Released in 1989 as part of ACG’s inaugural product launch, the Huascaran jacket featured a nylon microfiber GORE-TEX shell.

Inspired by Mount Huascarán in Peru, its design included underarm gussets, double storm flaps, cargo pockets and a zip-in liner capability, reflecting ACG’s early focus on durable, all-conditions performance.

Additionally, the warm winter jacket was constructed with a Regulator-lined interior and a snap-off hood.

A decade after the 1980 eruption of Mount St. Helens, Nike ACG marked the mountain’s irreversible transformation with a before-and-after patch showing a landscape changed forever. Instead of measuring height like other ACG “landmark” pieces, the jacket captured impact, memory and permanence.

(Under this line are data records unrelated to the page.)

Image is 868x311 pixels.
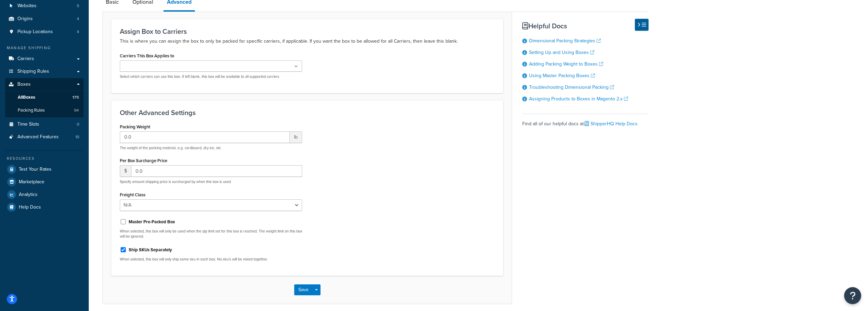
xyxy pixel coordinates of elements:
[120,192,146,197] label: Freight Class
[17,122,40,127] span: Time Slots
[5,156,84,161] div: Resources
[844,287,861,304] button: Open Resource Center
[120,256,302,262] p: When selected, this box will only ship same sku in each box. No sku's will be mixed together.
[18,95,35,100] span: All Boxes
[74,108,79,114] span: 94
[19,179,44,185] span: Marketplace
[5,163,84,176] a: Test Your Rates
[17,3,37,9] span: Websites
[19,192,37,197] span: Analytics
[5,52,84,65] a: Carriers
[77,16,79,22] span: 4
[523,114,649,129] div: Find all of our helpful docs at:
[17,56,34,62] span: Carriers
[5,13,84,25] li: Origins
[120,53,174,58] label: Carriers This Box Applies to
[120,146,302,150] p: The weight of the packing material, e.g. cardboard, dry ice, etc
[529,72,595,79] a: Using Master Packing Boxes
[76,134,79,140] span: 10
[17,81,31,87] span: Boxes
[635,19,649,31] button: Hide Help Docs
[5,201,84,213] a: Help Docs
[5,78,84,90] a: Boxes
[5,25,84,38] li: Pickup Locations
[19,167,52,173] span: Test Your Rates
[5,78,84,117] li: Boxes
[529,95,628,102] a: Assigning Products to Boxes in Magento 2.x
[120,28,495,35] h3: Assign Box to Carriers
[5,118,84,131] a: Time Slots0
[120,165,131,177] span: $
[295,284,313,295] button: Save
[5,25,84,38] a: Pickup Locations4
[5,176,84,188] a: Marketplace
[529,61,603,67] a: Adding Packing Weight to Boxes
[290,132,302,143] span: lb
[17,69,49,75] span: Shipping Rules
[18,108,45,114] span: Packing Rules
[77,122,79,127] span: 0
[529,37,601,44] a: Dimensional Packing Strategies
[5,131,84,144] li: Advanced Features
[5,45,84,51] div: Manage Shipping
[120,179,302,185] p: Specify amount shipping price is surcharged by when this box is used
[77,29,79,35] span: 4
[129,247,172,253] label: Ship SKUs Separately
[19,205,41,210] span: Help Docs
[120,37,495,46] p: This is where you can assign the box to only be packed for specific carriers, if applicable. If y...
[73,95,79,100] span: 175
[5,91,84,104] a: AllBoxes175
[523,22,649,30] h3: Helpful Docs
[5,65,84,78] a: Shipping Rules
[5,131,84,144] a: Advanced Features10
[5,188,84,201] a: Analytics
[5,104,84,117] a: Packing Rules94
[5,13,84,25] a: Origins4
[17,16,33,22] span: Origins
[120,158,167,163] label: Per Box Surcharge Price
[5,118,84,131] li: Time Slots
[77,3,79,9] span: 5
[585,120,638,127] a: ShipperHQ Help Docs
[5,104,84,117] li: Packing Rules
[17,29,53,35] span: Pickup Locations
[17,134,59,140] span: Advanced Features
[120,124,150,129] label: Packing Weight
[529,84,615,90] a: Troubleshooting Dimensional Packing
[120,74,302,79] p: Select which carriers can use this box. If left blank, this box will be available to all supporte...
[129,219,175,225] label: Master Pre-Packed Box
[120,229,302,239] p: When selected, this box will only be used when the qty limit set for this box is reached. The wei...
[529,49,594,56] a: Setting Up and Using Boxes
[120,109,495,117] h3: Other Advanced Settings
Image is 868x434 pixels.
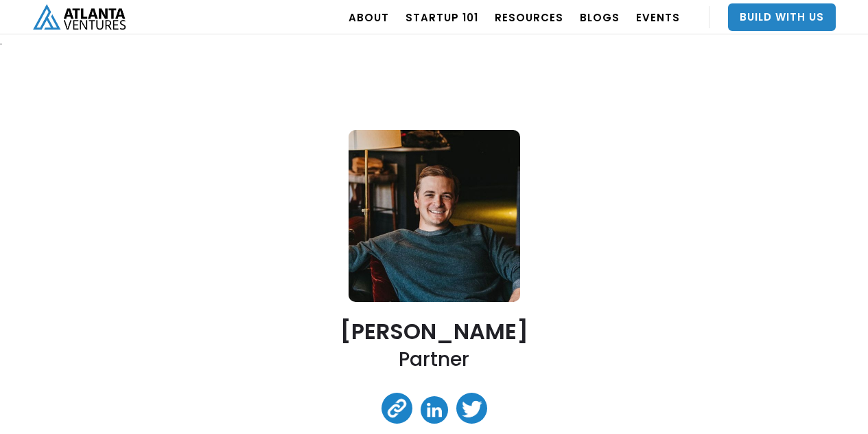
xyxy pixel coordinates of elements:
h2: Partner [399,346,470,372]
a: Build With Us [728,3,836,31]
h2: [PERSON_NAME] [340,319,529,342]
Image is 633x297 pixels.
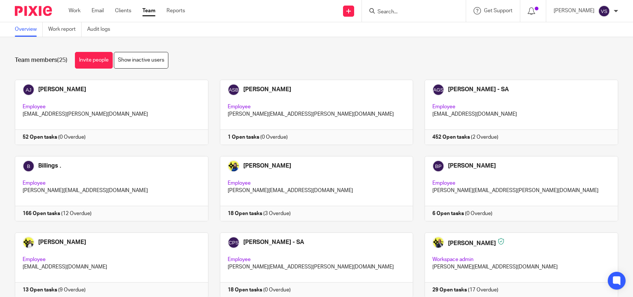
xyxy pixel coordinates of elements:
a: Work report [48,22,82,37]
a: Audit logs [87,22,116,37]
span: Get Support [484,8,513,13]
a: Work [69,7,80,14]
a: Invite people [75,52,113,69]
a: Team [142,7,155,14]
a: Show inactive users [114,52,168,69]
span: (25) [57,57,68,63]
a: Overview [15,22,43,37]
img: Pixie [15,6,52,16]
a: Email [92,7,104,14]
a: Clients [115,7,131,14]
p: [PERSON_NAME] [554,7,595,14]
input: Search [377,9,444,16]
a: Reports [167,7,185,14]
h1: Team members [15,56,68,64]
img: svg%3E [598,5,610,17]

Built as an insulation layer within ACG’s late-’80s systems approach, the Mount St. Helens Jacket used thick Polarfleece, ribbed cuffs and a reversible YKK zip to integrate seamlessly with outer shells. Technical and modular by design, it showed how storytelling and function came together in early ACG systems thinking.

This Kilimanjaro Anorak K2 was worn and autographed by climber John Roskelley, one of the two Americans photographed at K2 basecamp in LDVs whose trek later appeared in an early 1980s poster and in a 1989 ACG ad.

Built with two- and three-layer GORE-TEX and a nylon microfiber shell, the anorak included reinforced yokes, underarm gussets and multiple zip pockets, reflecting the technical design ethos that shaped ACG’s early years.

When the first ACG collection dropped that fall, anchored by the Air Wildwood, Lava High and a series of Gore-Tex and fleece outerwear pieces, Nike had officially staked its flag in the outdoor market.

Debuting in 1989 as part of ACG’s launch, the Air Wildwood ACG evolved from the Escape and Pegasus to show that all-weather performance didn’t require muted design.

It combined rugged detailing with accent colors and featured a micro-perfed synthetic upper, sawtooth Waffle outsole, Variable Width Lacing System and a PU Footframe.

A low-profile polyurethane midsole with encapsulated heel Air-Sole cushioning completed the Wildwood's ACG build.

The photograph of two climbers at the base of K2 had become something larger: the spark that ignited an entirely new dimension for Nike.